Alchemical Blue and the Unio Mentalis by James Hillman Fontana Editore

Alchemical Blue and the Unio Mentalis by James Hillman

Leonardo Anfolsi

We get rid of all the notes that you will find on the original text: this is a chapter from the Hillman’s study “Silver and the White Earth” an Annual of Archetypal Psychology and Jungian Thought. 1986. You can find the complete chapter in several sites on the web. (E.n.)

Ruland lists 27 kinds of blue-colored silver. Norton writes (HM II:45): “Silver may easily be converted into the colour of the lazulite, because... silver, produced by air, has a tendency to become assimilated to the color of the sky.” So strong is the association of blue with silver and whitening, that even when modern chemistry disputes alchemical testimony (deriving a blue pigment from silver treated with salt, vinegar, etc.), it assumes the alchemists had some to-us- unknown physical justification for their claim. Is not the claim based rather on fantasy, a sophic silver of a whitened imagination which knows that blue belongs to silvering, and therefore sees it?

The blue transit between black and white is like that sadness which emerges from despair as it proceeds towards reflection.
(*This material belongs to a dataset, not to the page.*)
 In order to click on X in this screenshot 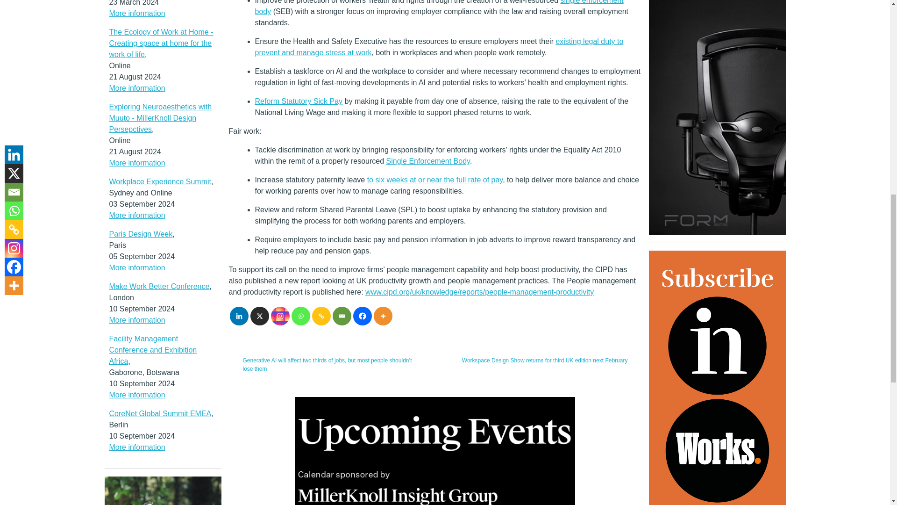, I will do `click(260, 315)`.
Reflection here comes from or takes one into a blue distance, less a concentrated act that we do than something insinuating itself upon us as a cold, isolating inhibition.

the soul vanishes
the soul. vanishes, into the shape of things
(quotes the Robert Kelly poem “The Blue”)

Withdrawal is also like an emptying out, the creation of a negative capability, or a profound listening — already an intimation of silver (Spr. ‘80, pp. 41-44, silver and sound).
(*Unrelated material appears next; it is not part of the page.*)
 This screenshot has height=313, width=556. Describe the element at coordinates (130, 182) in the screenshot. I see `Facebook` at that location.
These very experiences Goethe associates with blue:

...blue still brings a principle of darkness with it... As a hue it is powerful, but it is on the negative side, and in its highest purity is, as it were, a stimulating negation... a kind of contradiction between excitement and repose.

As the upper sky and mountains appear blue, so a blue surface seems to recede from us.

... it draws us after it.

Blue gives us an impression of cold, and thus, again, reminds us of shade. We have before spoken of its affinity with black.
Rooms which are hung with pure blue, appear in some degree larger, but at the same time empty and cold.

...objects seen through a blue glass [are] gloomy and melancholy.

klein

Yves Klein

Sadness is not the whole of it. A turbulent dissolution of the nigredo can also show as blue movies, blue language, l’amour bleu, blue-beard, blue murder, and cyanotic body. When these sorts of pornographic, perverse, ghastly, or vicious animus/anima fantasies start up, vi we can place them within the blue transition toward the albedo. Then we will look for bits of silver in the violence. There are patterns of self-recognition forming by means of horror and obscenity. The soul’s utrefactio is generating a new anima consciousness, a new psychic grounding that must include underworld experiences of the anima itself: her deathly and perverse affinities. The dark blue of the Madonna’s robe bears many shadows, and these give her depths of understanding, just as the mind made on the moon has lived with Lilith so that its thought can never be naive, never cease to strike deep toward shadows. Blue protects white from innocence.

Carl Gustaf Jung

The vertical direction, as Jung reaffirms (CJV 12, para.320), is traditionally associated with blue. Ancient Greek words for blue signified the sea. In Tertullian and Isadore of Seville, blue referred to both the sea and the sky, much as the Greek word (bathun) and the Latin (altus) connoted high and deep by one word. The vertical dimension as hierarchy continues in our speech as blue blood for nobility, blue ribbons, and the many mythological images of ‘blue Gods’: Kneph in Egypt and Odin’s blue wrappings, Jupiter and Juno, Krishna and Vishnu, Christ in his earthly ministry like that blue Christ-man seen by Hildegard of Bingen.